Oops, there goes another one: Suede closes its doors
[UPDATED 10pm] The rumors floating around the street last weekend were almost too good to be true - Suede was closing their doors on Saturday evening for the last time.
Sources all over Lower Greenville - and a few inside the bar - told BD Suede was already on a month-to-month lease, operating under the not-so-steady hands of Joe Avezzano and his son Tony. The deadline for this month's lease was Tuesday, but they decided to throw in the towel. By Thursday afternoon, some of the kitchen gear was making its way to restaurants all over Dallas.
According to sources inside Suede, employees were not even given the courtesy of being formally notified that they were out of a job. One manager arrived at work on Wednesday afternoon, only to find the doors had been locked by the owner. And none of the former employees BD spoke to are confident they will ever see their last paycheck.
The property owner contacted BD on Thursday to say that no one was taking over the space in the immediate timeframe.
To describe Suede as a five-year pain in BD's rump would be putting it mildly - this is, after all, a family website, and we cannot use those words in writing. Thank god for great photographs like this to make our feelings so easy to express.
In BD's website search engine, Suede pops up 79 times - loud rooftop bands, extortion claims, Joe Avezzano, Matt Mankin, dance violations, noise complaints, smoking in restaurants that are really bars, and personal but very subtle threats on BD and his family.
Like a bunch of spoiled kids, they kept trying to tell everyone they were right and we were wrong. Be we ever so humble as to say, Hey Joe, don't let the doors hit your ass on the way out!
If they ever tried to operate as a real restaurant - the way Mankin and others promised back in 2003 or so - they might have made a positive contribution to the neighborhood.
BD feels sorry for the 25 people who lost their jobs due to bad management and poor judgment, and the investors who found their money going into a grease trap. But believe me, BD will never ever miss Joe Avezzano, Matt Mankin or any of the other fools who truly believed the garbage they dished out about the neighbors who could not stand their noise or bad attitude.
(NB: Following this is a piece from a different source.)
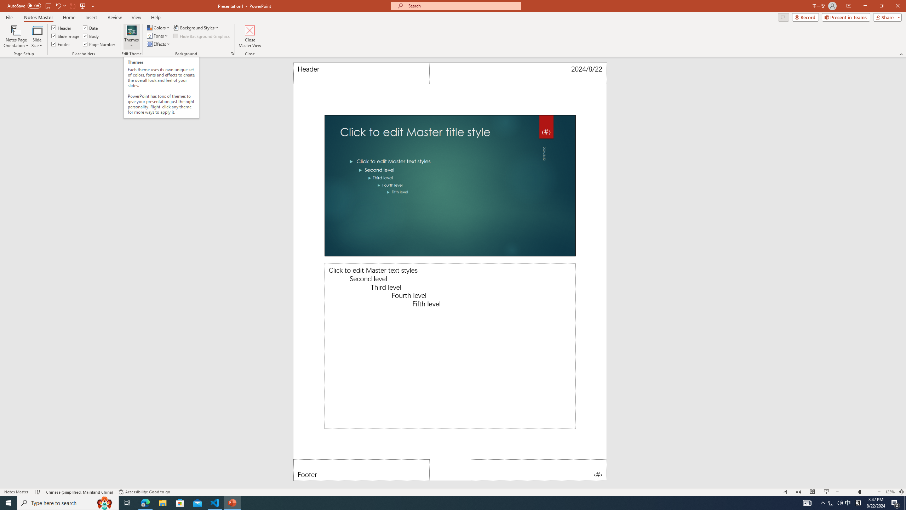  I want to click on Body, so click(91, 35).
Other updates - The former Firehouse location is being renovated into an Italian restaurant, to be called D'Terras (not sure about the spelling yet). The former Stout location is being studied for a sports bar location (head to head competition with the yet to open National Sports Lounge in the Red Jacket location). Avenue Bar and Grille will reopen as a restaurant, 180 Degrees Dallas, in about two weeks, operated by the same folks who just opened Ibero in the former Ali Baba location.